Modeling individual player styles with Maia

Through these studies, we will push modeling of human chess play to the next level. Can we predict the moves made by individual human players ?

We found that personalizing Maia yielded the greatest performance gains. Some personalized models can predict individual movements with up to 75% accuracy, while the base Maia predicts about 50% of human movements.

We fine-tuned Maia to get these results. Starting with a base Maia, say Maia 1900, we updated the model by continuing to train on individual player games. Looking at the chart below, we can see that all of the personalized models show greater improvement than the non-personalized models when it comes to predicting individual player moves. The improvement is so large that the personalized model barely overlaps with the non-personalized one. Even the most unpredictable player’s personalized model gets close to 60% accuracy, and the unpersonalized model does not achieve 60% accuracy even with the most predictable player.

The personalized model is so accurate that given just a few games, it can tell which players have played them! In this philometric task aimed at recognizing individual playstyles , we trained a personalized model on 400 players of varying skill levels, drawing from the four games played by each player.
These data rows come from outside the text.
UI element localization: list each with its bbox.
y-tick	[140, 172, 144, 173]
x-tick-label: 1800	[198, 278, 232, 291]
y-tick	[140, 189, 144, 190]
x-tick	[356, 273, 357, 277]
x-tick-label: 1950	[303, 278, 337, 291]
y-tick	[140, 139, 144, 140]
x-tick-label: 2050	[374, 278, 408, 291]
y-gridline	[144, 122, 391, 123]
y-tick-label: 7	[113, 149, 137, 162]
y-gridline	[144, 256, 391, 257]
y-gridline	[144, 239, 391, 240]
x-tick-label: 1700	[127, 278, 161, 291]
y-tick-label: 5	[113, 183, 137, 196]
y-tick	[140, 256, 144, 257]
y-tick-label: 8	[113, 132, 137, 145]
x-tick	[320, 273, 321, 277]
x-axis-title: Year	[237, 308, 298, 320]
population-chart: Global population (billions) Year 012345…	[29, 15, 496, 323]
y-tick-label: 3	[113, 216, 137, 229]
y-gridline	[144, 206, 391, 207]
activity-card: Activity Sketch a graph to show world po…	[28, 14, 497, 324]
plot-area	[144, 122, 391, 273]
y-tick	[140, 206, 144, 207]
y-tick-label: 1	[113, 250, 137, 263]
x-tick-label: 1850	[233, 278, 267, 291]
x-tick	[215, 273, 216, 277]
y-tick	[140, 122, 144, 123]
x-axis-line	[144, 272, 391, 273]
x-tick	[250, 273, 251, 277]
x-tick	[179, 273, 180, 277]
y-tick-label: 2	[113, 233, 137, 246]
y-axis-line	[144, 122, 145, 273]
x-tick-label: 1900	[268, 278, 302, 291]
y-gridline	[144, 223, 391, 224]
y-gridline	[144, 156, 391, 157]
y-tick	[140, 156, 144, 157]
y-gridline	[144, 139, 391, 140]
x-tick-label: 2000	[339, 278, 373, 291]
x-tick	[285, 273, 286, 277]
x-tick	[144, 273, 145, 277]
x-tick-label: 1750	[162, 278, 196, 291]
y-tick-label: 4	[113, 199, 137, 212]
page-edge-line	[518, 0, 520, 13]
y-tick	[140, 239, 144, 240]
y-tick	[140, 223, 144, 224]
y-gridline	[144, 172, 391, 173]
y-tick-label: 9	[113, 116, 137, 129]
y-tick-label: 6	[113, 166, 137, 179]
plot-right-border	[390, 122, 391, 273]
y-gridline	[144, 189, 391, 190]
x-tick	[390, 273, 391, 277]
Each model was asked to predict the move. In 96% of the four-game sets tested, the highest accuracy (i.e., predicting a player’s actual move most often) was achieved by a personalized model trained on the moves of players who played the game to predict. Met. Data from just four games can identify who played a set of 400 players. Personalized models accurately capture individual chess playstyles.

Using AI to improve human chess play

We designed Maia as a chess engine that predicted human moves at specific skill levels, but it evolved into a personalized engine that could identify games played by individual players. This achievement is an exciting step in understanding human chess play and brings us closer to our goal of creating an AI chess teaching tool that helps humans improve. Two of the many abilities of a good chess teacher are understanding how students of different skill levels play and recognizing individual student play styles. Maia shows that these capabilities are feasible using AI.

The ability to create personalized chess engines from publicly available individual player data raises an interesting discussion about the possible uses (and misuses) of this technology. We begin this discussion in our paper, but we have a long way to go to understand the full potential and implications of the body of research presented above. Chess, as it has always been, will be one game model for building the AI ​​systems on which these debates take place.

In the concluding part of the paper describing Maia , the issues that should be considered further are (1) determining why Maia is better at predicting the moves of human players than a degraded version of a powerful chess engine , and (2 ) Maia . characterization of chess tactics necessary for human players to become proficient using .
In addition, as domains where applications of “AI that can predict human behavior in a certain domain with high accuracy” such as Maia are expected, there are (1) high-priced gambling, (2) online environment, (3) interaction with the real world. interactions. As an application example of domain (2), ” AI that plays video games like a human player ” is assumed. As an application example of (3), ” AI that controls a robot that behaves like a human being ” can be considered.

Acknowledgments

We would like to thank Lichess.org for providing the human games we used to train and for hosting our Maia models to compete against each other . Associate Professor Ashton Anderson is partially funded by an NSERC grant, a Microsoft Research benefit, and a CFI grant. Professor Jon Kleinberg has received support from a Simons Investigator Award, a Vannevar Bush Faculty Fellowship, a MURI grant, and a MacArthur Foundation grant.